Its vitamin K content is where broccoli really stands out for bone health. Raw broccoli ranks in the high vitamin K category, delivering between 100 and 500 micrograms per 100-gram serving. Vitamin K is essential for producing the proteins that bind calcium into bone tissue. If you take the blood thinner warfarin, this doesn’t mean you need to avoid broccoli. Current guidelines emphasize consistency rather than avoidance: eat roughly the same amount from day to day so your medication dose stays calibrated.
How Cooking Changes What You Get
The way you prepare broccoli has a dramatic effect on its sulforaphane content. Boiling and microwaving both cause significant losses, partly because the beneficial compounds leach into the cooking water and partly because the enzyme needed to produce sulforaphane (called myrosinase) is destroyed once the internal temperature of the florets exceeds 70°C (about 158°F). Steaming, by contrast, preserves substantially more of these compounds regardless of cooking time.
Gentle heating can actually be beneficial up to a point. Warming broccoli to around 60°C (140°F) for 5 to 10 minutes inactivates a competing enzyme that would otherwise divert the chemistry away from sulforaphane production. So lightly steamed broccoli may actually yield more sulforaphane than completely raw florets in some cases.
If you prefer your broccoli well-cooked, there’s a workaround. Adding a small amount of mustard seed powder to cooked broccoli restores the enzyme activity that cooking destroyed. In a controlled study, participants who ate cooked broccoli with one gram of brown mustard powder absorbed roughly 4.7 times more sulforaphane than those who ate the same cooked broccoli alone. The mustard essentially resupplies the enzyme from an outside source, restarting the chemical reaction in your gut.

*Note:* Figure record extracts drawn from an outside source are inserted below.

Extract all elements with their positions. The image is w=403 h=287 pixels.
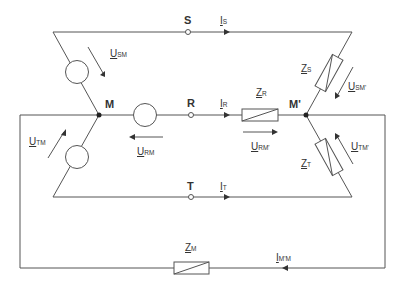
circuit-schematic (0, 0, 403, 287)
node-label-r: R (187, 98, 195, 109)
impedance-label-z-r: ZR (256, 88, 267, 98)
voltage-arrow-u-tm (48, 129, 66, 158)
current-label-i-r: IR (220, 99, 227, 109)
terminal-r (189, 113, 194, 118)
voltage-label-u-sm: USM (110, 49, 127, 59)
current-label-i-s: IS (220, 16, 227, 26)
wire-neutral-return (20, 115, 385, 268)
voltage-label-u-tmp: UTM' (351, 142, 369, 152)
star-point-m-prime (304, 113, 309, 118)
impedance-z-s (315, 54, 343, 91)
impedance-z-r (242, 109, 278, 121)
voltage-arrow-u-rmp (243, 129, 278, 135)
current-arrow-i-t (224, 194, 230, 200)
voltage-source-s (66, 61, 89, 84)
impedance-label-z-m: ZM (185, 243, 197, 253)
current-arrow-i-r (224, 112, 230, 118)
voltage-arrow-u-rm (129, 134, 163, 140)
current-label-i-t: IT (220, 182, 227, 192)
voltage-label-u-tm: UTM (29, 137, 46, 147)
node-label-m-prime: M' (289, 99, 301, 110)
current-arrow-i-s (224, 29, 230, 35)
impedance-label-z-s: ZS (301, 64, 311, 74)
node-label-s: S (184, 15, 191, 26)
current-arrow-i-mpm (282, 265, 288, 271)
circuit-diagram: S R T M M' IS IR IT IM'M USM UTM URM URM… (0, 0, 403, 287)
voltage-source-t (66, 146, 89, 169)
voltage-arrow-u-sm (88, 47, 105, 77)
current-label-i-mpm: IM'M (276, 253, 291, 263)
voltage-label-u-smp: USM' (348, 82, 366, 92)
voltage-label-u-rm: URM (137, 147, 154, 157)
impedance-label-z-t: ZT (301, 159, 311, 169)
terminal-t (189, 195, 194, 200)
terminal-s (186, 30, 191, 35)
impedance-z-m (174, 262, 209, 274)
impedance-z-t (315, 138, 343, 175)
node-label-t: T (187, 181, 194, 192)
voltage-source-r (134, 104, 157, 127)
star-point-m (97, 113, 102, 118)
voltage-label-u-rmp: URM' (251, 142, 270, 152)
node-label-m: M (105, 99, 114, 110)
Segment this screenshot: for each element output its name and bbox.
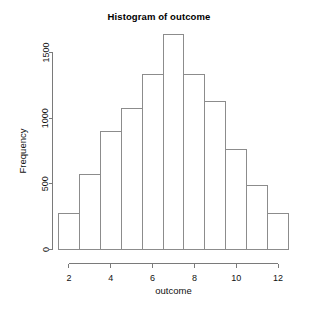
y-axis-tick-label: 0: [41, 247, 51, 252]
histogram-bar: [247, 185, 268, 249]
x-axis-tick-label: 2: [66, 273, 71, 283]
histogram-bar: [268, 213, 289, 249]
x-axis-tick-label: 8: [192, 273, 197, 283]
x-axis-title: outcome: [155, 285, 191, 296]
histogram-bar: [79, 175, 100, 250]
histogram-bar: [226, 149, 247, 249]
y-axis-title: Frequency: [17, 128, 28, 173]
y-axis-tick-label: 500: [41, 176, 51, 191]
histogram-bar: [121, 109, 142, 250]
histogram-bar: [184, 74, 205, 249]
x-axis-tick-label: 6: [150, 273, 155, 283]
histogram-plot: Histogram of outcome 050010001500Frequen…: [0, 0, 318, 311]
y-axis-tick-label: 1500: [41, 42, 51, 62]
x-axis-tick-label: 10: [231, 273, 241, 283]
histogram-bar: [100, 131, 121, 249]
y-axis-tick-label: 1000: [41, 108, 51, 128]
histogram-bar: [142, 74, 163, 249]
histogram-bar: [59, 213, 80, 249]
x-axis-tick-label: 12: [273, 273, 283, 283]
plot-canvas: 050010001500Frequency24681012outcome: [0, 0, 318, 311]
bars-group: [59, 34, 289, 249]
x-axis-tick-label: 4: [108, 273, 113, 283]
histogram-bar: [163, 34, 184, 249]
histogram-bar: [205, 102, 226, 250]
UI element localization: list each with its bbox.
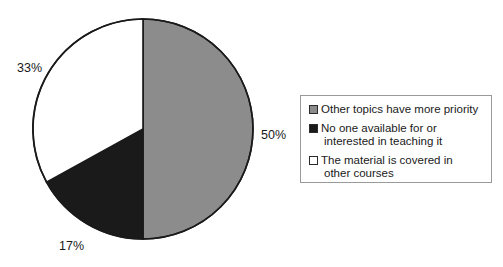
legend-swatch-black-icon — [309, 124, 318, 133]
legend-item-material-covered-elsewhere: The material is covered in other courses — [309, 154, 485, 181]
legend-item-label-line2: interested in teaching it — [321, 135, 442, 149]
legend-item-label-line1: No one available for or — [321, 122, 437, 134]
pie-chart-figure: 50% 17% 33% Other topics have more prior… — [0, 0, 503, 267]
legend: Other topics have more priority No one a… — [300, 95, 492, 183]
legend-item-label: The material is covered in other courses — [321, 154, 453, 181]
pie-value-label-17: 17% — [59, 239, 84, 253]
legend-swatch-white-icon — [309, 156, 318, 165]
pie-slice-other-topics-priority — [143, 19, 253, 239]
legend-item-label-line1: Other topics have more priority — [321, 103, 478, 115]
legend-swatch-gray-icon — [309, 105, 318, 114]
legend-item-label-line1: The material is covered in — [321, 154, 453, 166]
pie-value-label-33: 33% — [17, 61, 42, 75]
legend-item-label: No one available for or interested in te… — [321, 122, 442, 149]
legend-item-no-one-available: No one available for or interested in te… — [309, 122, 485, 149]
legend-item-other-topics-priority: Other topics have more priority — [309, 103, 485, 117]
legend-item-label-line2: other courses — [321, 167, 453, 181]
legend-item-label: Other topics have more priority — [321, 103, 478, 117]
pie-value-label-50: 50% — [261, 128, 286, 142]
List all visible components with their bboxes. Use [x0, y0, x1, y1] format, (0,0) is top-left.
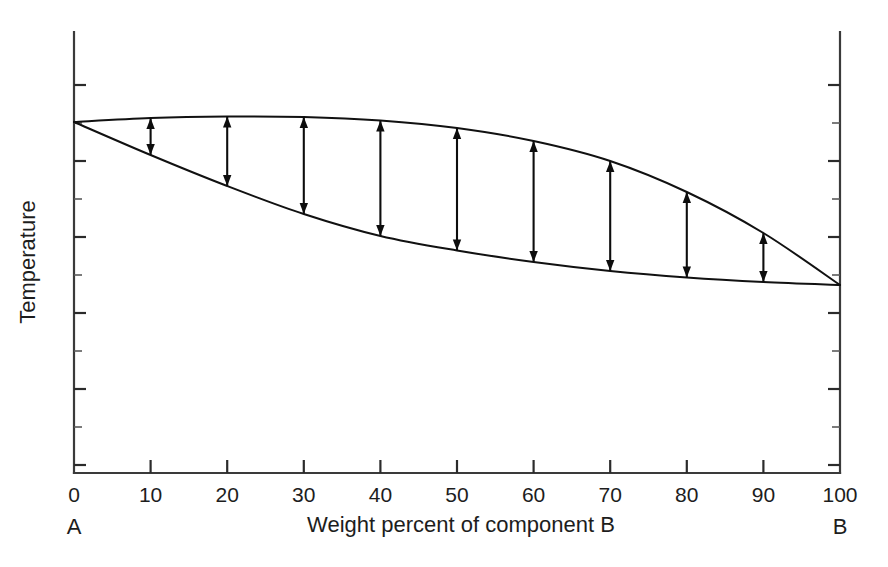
- x-tick-label: 80: [675, 483, 698, 506]
- x-tick-label: 100: [822, 483, 857, 506]
- x-tick-label: 10: [139, 483, 162, 506]
- y-axis-title: Temperature: [15, 200, 40, 324]
- component-b-label: B: [833, 514, 848, 539]
- x-tick-label: 60: [522, 483, 545, 506]
- x-tick-label: 70: [599, 483, 622, 506]
- component-a-label: A: [67, 514, 82, 539]
- x-tick-label: 50: [445, 483, 468, 506]
- x-tick-label: 20: [216, 483, 239, 506]
- x-axis-title: Weight percent of component B: [307, 512, 615, 537]
- x-tick-label: 30: [292, 483, 315, 506]
- binary-phase-diagram-chart: 0102030405060708090100 A B Weight percen…: [0, 0, 888, 567]
- x-tick-label: 40: [369, 483, 392, 506]
- x-tick-label: 90: [752, 483, 775, 506]
- x-tick-label: 0: [68, 483, 80, 506]
- phase-diagram-figure: 0102030405060708090100 A B Weight percen…: [0, 0, 888, 567]
- chart-background: [0, 0, 888, 567]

Vitamin C Without the Citrus
People tend to associate vitamin C with oranges and lemons, but broccoli is competitive. At 90 mg per cup, it delivers more vitamin C than a medium orange typically does. Vitamin C supports immune function, helps your body absorb iron from plant foods, and is required for collagen production in skin, tendons, and blood vessels. Because vitamin C is water-soluble and degrades with heat, the steaming advice applies here too: gentle cooking preserves more of it than boiling.

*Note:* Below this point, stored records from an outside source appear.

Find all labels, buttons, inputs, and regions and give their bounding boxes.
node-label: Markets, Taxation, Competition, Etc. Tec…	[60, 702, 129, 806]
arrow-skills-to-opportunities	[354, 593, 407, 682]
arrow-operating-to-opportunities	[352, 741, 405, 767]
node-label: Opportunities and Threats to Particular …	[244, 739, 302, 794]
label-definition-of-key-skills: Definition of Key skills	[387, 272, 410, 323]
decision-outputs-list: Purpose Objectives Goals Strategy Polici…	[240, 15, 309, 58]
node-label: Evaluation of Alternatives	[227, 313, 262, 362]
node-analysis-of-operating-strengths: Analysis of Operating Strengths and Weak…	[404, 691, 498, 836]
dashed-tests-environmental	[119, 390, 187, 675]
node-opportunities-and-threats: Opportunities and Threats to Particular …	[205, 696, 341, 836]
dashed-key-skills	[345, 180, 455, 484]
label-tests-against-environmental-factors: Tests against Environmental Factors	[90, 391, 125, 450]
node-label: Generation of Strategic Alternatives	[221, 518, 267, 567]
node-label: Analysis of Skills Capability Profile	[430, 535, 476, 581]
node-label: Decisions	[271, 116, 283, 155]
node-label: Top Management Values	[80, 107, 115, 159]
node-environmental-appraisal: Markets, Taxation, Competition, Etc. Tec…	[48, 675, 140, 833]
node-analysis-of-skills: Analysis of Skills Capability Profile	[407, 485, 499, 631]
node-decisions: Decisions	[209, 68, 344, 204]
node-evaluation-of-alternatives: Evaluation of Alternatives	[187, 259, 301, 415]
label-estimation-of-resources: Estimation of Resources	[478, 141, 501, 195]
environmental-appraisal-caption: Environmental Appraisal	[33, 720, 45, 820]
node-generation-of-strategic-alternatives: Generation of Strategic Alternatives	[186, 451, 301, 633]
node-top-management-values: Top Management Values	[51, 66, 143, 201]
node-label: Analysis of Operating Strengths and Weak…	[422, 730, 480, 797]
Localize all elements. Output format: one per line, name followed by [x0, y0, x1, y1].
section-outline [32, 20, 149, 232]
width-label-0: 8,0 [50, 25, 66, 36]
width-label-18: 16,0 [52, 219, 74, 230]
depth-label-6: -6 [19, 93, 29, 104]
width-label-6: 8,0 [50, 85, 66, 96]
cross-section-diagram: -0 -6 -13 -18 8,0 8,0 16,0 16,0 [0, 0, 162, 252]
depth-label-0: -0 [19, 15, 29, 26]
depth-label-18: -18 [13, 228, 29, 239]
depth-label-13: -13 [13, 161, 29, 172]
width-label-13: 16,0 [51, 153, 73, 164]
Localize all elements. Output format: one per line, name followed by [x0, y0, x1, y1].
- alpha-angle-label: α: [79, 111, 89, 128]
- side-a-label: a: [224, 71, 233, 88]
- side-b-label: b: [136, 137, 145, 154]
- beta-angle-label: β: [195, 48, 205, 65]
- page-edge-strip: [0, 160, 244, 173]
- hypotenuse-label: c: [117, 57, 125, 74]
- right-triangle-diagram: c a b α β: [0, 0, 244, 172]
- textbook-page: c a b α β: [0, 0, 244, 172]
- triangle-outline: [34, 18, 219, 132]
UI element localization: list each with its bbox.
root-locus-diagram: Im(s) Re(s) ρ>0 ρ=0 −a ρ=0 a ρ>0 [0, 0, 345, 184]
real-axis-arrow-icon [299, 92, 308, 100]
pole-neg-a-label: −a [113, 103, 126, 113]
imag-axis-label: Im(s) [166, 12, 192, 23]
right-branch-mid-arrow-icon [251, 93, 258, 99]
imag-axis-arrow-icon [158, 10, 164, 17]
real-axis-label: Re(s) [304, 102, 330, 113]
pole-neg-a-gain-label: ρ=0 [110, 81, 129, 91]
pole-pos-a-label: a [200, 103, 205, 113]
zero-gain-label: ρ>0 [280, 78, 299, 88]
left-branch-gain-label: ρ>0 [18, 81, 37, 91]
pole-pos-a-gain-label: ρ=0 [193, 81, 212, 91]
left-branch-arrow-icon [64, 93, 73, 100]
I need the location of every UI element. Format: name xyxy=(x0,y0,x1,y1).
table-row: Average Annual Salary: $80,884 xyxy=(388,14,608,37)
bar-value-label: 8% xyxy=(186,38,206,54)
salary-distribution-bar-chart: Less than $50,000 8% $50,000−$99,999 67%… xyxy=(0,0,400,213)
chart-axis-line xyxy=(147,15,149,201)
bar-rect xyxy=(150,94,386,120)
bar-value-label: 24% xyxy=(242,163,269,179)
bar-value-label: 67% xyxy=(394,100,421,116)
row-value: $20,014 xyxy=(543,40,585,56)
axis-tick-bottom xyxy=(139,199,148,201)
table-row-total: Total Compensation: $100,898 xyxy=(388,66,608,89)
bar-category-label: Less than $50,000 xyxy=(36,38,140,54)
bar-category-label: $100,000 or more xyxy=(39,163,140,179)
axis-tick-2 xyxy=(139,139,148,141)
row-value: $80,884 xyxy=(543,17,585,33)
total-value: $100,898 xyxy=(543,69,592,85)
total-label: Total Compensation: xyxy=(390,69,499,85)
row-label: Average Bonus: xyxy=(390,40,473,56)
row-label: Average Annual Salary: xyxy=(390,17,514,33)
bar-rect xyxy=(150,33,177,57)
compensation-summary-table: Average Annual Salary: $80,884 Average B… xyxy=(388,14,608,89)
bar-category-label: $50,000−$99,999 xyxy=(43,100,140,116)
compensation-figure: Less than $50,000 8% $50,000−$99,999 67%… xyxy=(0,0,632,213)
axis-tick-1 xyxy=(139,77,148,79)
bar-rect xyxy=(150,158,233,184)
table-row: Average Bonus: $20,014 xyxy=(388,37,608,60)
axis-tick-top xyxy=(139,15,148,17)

Practical Ways to Maximize the Benefits
Raw or lightly steamed broccoli gives you the most sulforaphane and vitamin C. If you chop raw broccoli and let it sit for about 40 minutes before cooking, the enzyme reaction that produces sulforaphane has time to complete before heat shuts it down. This “chop and wait” approach lets you cook the broccoli however you like while still retaining some benefit.
For cooked preparations like stir-fries, soups, or roasted dishes, sprinkling a pinch of mustard seed powder on top after cooking is the simplest way to recover sulforaphane production. Regular mustard (the condiment) contains some active enzyme, though powdered brown mustard seeds are more potent. Pairing broccoli with a fat source like olive oil also helps your body absorb its fat-soluble nutrients, including lutein, zeaxanthin, and vitamin K.